This was why she loved her brother. No matter what was happening in their personal and professional lives, they were still friends. She should just bring up the article. If he was laughing with her, how bad could the conversation be? She started to talk, but Oliver cut her off.
“So, if you had to guess, how big is the brick our father is shitting right now?”
She wrinkled her nose. “Gross.”
“Sorry, but this is just too poetic.” Oliver’s white teeth flashed as he smiled. “Since your article went live, the IT crew has been working around the clock because our website keeps crashing. Our subscriptions have doubled.” He cast her a sidelong glance. “You might have been pretty noncommittal, but this proves people are curious. And buying.”
Caroline massaged her forehead, but it did nothing to clear her jumbled thoughts. The article had been a success? That was…unexpected. “It’s just morbid curiosity. I doubt anyone is taking it seriously. How many readers have canceled their subscriptions?”
“Significantly less than have subscribed.” His expression held none of the I told you so that it should have. Her brother didn’t have that mentality, but it was there between them nonetheless. Was it possible that he’d been right all along? That their readership could be open to more risqué subject matter?
Look at your punishment, Caroline. You’ve displeased your master.
She wanted to tear her hair out. Why wouldn’t those words leave her alone? After their encounter in the limousine, she’d returned to her office only to be plagued by his scent, killing her concentration. When she’d shuffled aside some papers, she’d found the package of licorice he’d left behind. Instead of throwing it away as she should have, she’d brought it home and placed it on her dining room table, leaning down to sniff the package when she couldn’t resist anymore.
Really, she should be worried about herself. Possibly seeking professional help. If it were simply a physical craving, Caroline could have abandoned her moral high ground and gone back for more by now. But the more Jonah revealed to her, the more she cast aside her own beliefs, and that scared her. The big bad Dom she’d created in her mind was also an unwitting father fighting for the chance to know his child. His plight pulled at her, forced her to see Jonah bathed in a different light. Had his visitation case been affected by her article? Her instincts begged her to find out, to comfort him and make it right.

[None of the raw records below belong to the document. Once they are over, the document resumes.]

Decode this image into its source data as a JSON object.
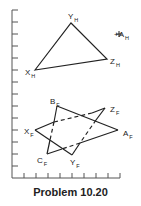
{
  "caption": "Problem 10.20",
  "colors": {
    "line": "#222222",
    "axis": "#555555",
    "background": "#ffffff"
  },
  "axes": {
    "vertical": {
      "x": 12,
      "y_top": 10,
      "y_bottom": 178,
      "tick_spacing": 12,
      "tick_length": 6
    },
    "horizontal": {
      "y": 178,
      "x_left": 12,
      "x_right": 120,
      "tick_spacing": 12,
      "tick_length": 5
    }
  },
  "top_view": {
    "triangle": {
      "X_H": [
        35,
        70
      ],
      "Y_H": [
        71,
        23
      ],
      "Z_H": [
        107,
        59
      ]
    },
    "point_A_H": [
      119,
      34
    ],
    "labels": [
      {
        "main": "Y",
        "sub": "H",
        "x": 68,
        "y": 19
      },
      {
        "main": "X",
        "sub": "H",
        "x": 25,
        "y": 75
      },
      {
        "main": "Z",
        "sub": "H",
        "x": 110,
        "y": 64
      },
      {
        "main": "+A",
        "sub": "H",
        "x": 114,
        "y": 37
      }
    ]
  },
  "front_view": {
    "triangle_XYZ": {
      "X_F": [
        35,
        130
      ],
      "Y_F": [
        72,
        155
      ],
      "Z_F": [
        105,
        108
      ]
    },
    "triangle_ABC": {
      "A_F": [
        118,
        130
      ],
      "B_F": [
        57,
        106
      ],
      "C_F": [
        47,
        154
      ]
    },
    "labels": [
      {
        "main": "B",
        "sub": "F",
        "x": 50,
        "y": 104
      },
      {
        "main": "Z",
        "sub": "F",
        "x": 110,
        "y": 112
      },
      {
        "main": "X",
        "sub": "F",
        "x": 24,
        "y": 134
      },
      {
        "main": "A",
        "sub": "F",
        "x": 123,
        "y": 136
      },
      {
        "main": "C",
        "sub": "F",
        "x": 37,
        "y": 163
      },
      {
        "main": "Y",
        "sub": "F",
        "x": 70,
        "y": 165
      }
    ]
  }
}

No. She needed to stay the course. Focus on her investigation into Joseph Kimble’s Ponzi scheme and work on catapulting Preston’s back into relevance—without compromising her father’s vision. Saving her family’s publication needed to be foremost in her mind. Not the man who was somehow ruling her body and mind from a distance.
“This doesn’t guarantee the merger,” she finally managed. “It’s too soon to make a decision.”
Her brother nodded, as if he’d expected that. A heavy pause ensued before he spoke again. “I’m not going to ask how you knew about what happens upstairs,” he said quietly. “Just tell me you’re being careful.”
“I am,” she forced past lips that felt numb.
She breathed a sigh of relief when they finally pulled up in front of their father’s house. Oliver drove through the wrought-iron gate and turned into the long, paved driveway. Their father had bought the enormous house in Garden City, Long Island, the very same day Adele, their mother, told him she was pregnant with Oliver. Both she and Oliver were raised inside its walls and, as always, the sight of her childhood home brought on a wave of nostalgia. Posing for pictures outside the front door every single first day of school. Oliver, attempting to sneak out through his window in the middle of the night and getting his pants stuck in the trellis. Seeing her first car parked in the driveway, the one she’d worked two summers to afford. Despite the family’s financial health, there had been no freebies in the Preston household. Laziness or entitled attitudes had not been tolerated.
She stepped out of the car and took a deep breath. Since her mother’s death five years earlier, the house had fallen into a mild state of disrepair. Much like the magazine. Of course, her father had felt the pinch in his wallet—they all had—but Caroline suspected he just didn’t have the same willpower to deal with upkeep. Without his wife to keep happy, he seemed to view the house as shelter and little more, even rejecting her offers to arrange repairs. Her father’s lack of drive saddened her, but she understood. Losing her mother to cancer had affected them all. Regardless of how often they saw their father in the office every day, she and Oliver always made a point to visit him on the weekends. It went along with their efforts to keep family separated from business.